In the Introit for the 6th Sunday after Pentecost, there is a question regarding whether to capitalize the word “christi.” The Vulgata does not, because Psalm 27 is not specifically referring to Our Lord, but rather to God’s “anointed one.” However, Missals tend to capitalize it, such as the official 1962 Missal and also a book from 1777 called Missel de Paris. Something tells me Monsignor Knox would not capitalize it.

—Jeff Ostrowski
15 February 2021 • “Sung vs. Spoken”

We have spoken quite a bit about “sung vs. spoken” antiphons. We have also noted that the texts of the Graduale Romanum sometimes don’t match the Missal texts (in the Extraordinary Form) because the Mass Propers are older than Saint Jerome’s Vulgate, and sometimes came from the ITALA versions of Sacred Scripture.

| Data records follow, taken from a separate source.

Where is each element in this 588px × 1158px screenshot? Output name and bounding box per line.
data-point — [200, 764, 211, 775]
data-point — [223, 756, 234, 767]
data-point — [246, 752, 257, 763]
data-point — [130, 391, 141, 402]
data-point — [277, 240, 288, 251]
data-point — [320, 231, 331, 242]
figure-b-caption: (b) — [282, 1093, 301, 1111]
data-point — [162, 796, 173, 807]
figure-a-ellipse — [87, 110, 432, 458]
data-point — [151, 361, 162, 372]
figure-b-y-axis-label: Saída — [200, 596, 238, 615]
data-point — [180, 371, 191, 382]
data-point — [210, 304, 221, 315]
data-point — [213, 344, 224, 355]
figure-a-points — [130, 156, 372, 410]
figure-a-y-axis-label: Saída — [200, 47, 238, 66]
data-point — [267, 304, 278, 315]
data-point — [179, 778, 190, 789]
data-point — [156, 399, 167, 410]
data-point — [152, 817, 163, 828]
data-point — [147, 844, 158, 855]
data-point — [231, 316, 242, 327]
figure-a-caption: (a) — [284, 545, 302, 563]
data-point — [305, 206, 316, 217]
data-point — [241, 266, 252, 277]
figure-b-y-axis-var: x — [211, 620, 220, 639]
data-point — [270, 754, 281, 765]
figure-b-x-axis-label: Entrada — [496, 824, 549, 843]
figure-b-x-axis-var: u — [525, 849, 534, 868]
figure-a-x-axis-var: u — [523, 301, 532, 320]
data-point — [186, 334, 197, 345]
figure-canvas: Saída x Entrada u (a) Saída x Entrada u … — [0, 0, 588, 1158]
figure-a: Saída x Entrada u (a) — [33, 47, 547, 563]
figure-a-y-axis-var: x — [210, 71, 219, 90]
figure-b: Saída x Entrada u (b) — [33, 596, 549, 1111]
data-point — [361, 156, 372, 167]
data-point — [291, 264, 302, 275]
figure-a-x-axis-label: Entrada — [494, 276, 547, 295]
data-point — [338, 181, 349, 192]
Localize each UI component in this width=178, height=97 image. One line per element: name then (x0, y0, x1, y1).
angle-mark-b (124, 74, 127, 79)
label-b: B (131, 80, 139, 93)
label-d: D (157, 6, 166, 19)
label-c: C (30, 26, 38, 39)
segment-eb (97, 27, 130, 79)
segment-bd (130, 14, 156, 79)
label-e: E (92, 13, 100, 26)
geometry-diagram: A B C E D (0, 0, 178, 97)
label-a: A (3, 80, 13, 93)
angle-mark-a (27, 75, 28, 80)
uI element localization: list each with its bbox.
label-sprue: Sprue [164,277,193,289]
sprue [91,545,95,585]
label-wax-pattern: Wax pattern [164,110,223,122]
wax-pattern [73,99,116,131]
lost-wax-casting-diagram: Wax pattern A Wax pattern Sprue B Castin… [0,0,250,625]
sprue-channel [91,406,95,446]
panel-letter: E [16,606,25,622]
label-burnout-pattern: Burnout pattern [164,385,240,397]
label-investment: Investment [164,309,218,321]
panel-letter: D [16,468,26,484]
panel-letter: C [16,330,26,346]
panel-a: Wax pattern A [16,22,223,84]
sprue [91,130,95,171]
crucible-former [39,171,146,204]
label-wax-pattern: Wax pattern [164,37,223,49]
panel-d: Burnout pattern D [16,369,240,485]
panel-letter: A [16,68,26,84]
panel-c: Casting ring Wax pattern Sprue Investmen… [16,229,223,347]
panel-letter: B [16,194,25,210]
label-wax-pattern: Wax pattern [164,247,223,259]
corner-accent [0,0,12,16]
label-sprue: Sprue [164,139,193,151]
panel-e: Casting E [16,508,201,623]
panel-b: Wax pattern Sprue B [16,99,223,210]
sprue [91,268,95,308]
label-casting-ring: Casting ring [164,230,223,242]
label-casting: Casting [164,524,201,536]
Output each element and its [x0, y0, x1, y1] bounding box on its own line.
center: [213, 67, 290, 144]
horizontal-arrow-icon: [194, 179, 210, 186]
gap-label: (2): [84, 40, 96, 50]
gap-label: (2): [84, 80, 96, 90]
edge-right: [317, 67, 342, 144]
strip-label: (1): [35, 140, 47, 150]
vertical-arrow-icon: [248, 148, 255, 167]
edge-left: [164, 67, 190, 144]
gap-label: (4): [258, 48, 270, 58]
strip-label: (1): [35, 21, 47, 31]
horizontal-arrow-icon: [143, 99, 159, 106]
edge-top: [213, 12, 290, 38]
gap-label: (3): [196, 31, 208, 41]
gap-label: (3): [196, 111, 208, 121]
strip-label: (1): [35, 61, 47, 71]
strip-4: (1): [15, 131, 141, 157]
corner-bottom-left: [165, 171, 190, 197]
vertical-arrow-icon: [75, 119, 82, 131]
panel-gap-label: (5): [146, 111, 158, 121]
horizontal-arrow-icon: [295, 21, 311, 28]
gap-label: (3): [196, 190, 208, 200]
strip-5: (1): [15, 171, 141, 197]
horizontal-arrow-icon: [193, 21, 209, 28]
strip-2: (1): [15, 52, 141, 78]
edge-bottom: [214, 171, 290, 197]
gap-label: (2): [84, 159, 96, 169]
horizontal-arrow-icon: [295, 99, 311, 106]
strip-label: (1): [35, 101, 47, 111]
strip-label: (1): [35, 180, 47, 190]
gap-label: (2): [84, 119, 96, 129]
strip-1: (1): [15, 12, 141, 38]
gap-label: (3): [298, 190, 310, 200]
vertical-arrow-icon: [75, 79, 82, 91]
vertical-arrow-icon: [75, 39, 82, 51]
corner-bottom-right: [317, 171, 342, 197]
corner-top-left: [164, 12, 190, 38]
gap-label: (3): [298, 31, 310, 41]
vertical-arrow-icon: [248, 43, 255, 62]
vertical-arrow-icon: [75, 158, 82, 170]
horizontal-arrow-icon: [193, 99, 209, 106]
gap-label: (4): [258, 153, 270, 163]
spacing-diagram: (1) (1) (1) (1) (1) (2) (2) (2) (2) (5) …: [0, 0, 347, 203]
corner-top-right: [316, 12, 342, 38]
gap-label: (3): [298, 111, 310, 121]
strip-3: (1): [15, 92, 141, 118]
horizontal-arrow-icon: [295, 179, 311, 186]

On occasion, the Missal itself doesn’t match the Vulgate—cf. the Introit “Esto Mihi.” The Vulgate has: “Esto mihi in Deum protectórem et in domum refúgii…” but the Missal and Graduale Romanum use “Esto mihi in Deum protectórem et in locum refúgii…” The 1970s “spoken propers” use the traditional version, as you can see.

—Jeff Ostrowski

Random Quote

“Chants closely related to the readings should, of course, be appropriately transferred for use with these readings. For pastoral reasons also there is an option regarding the chants for the Proper of Seasons: namely, as circumstances suggest, to replace the text proper to a day with another text belonging to the same season.”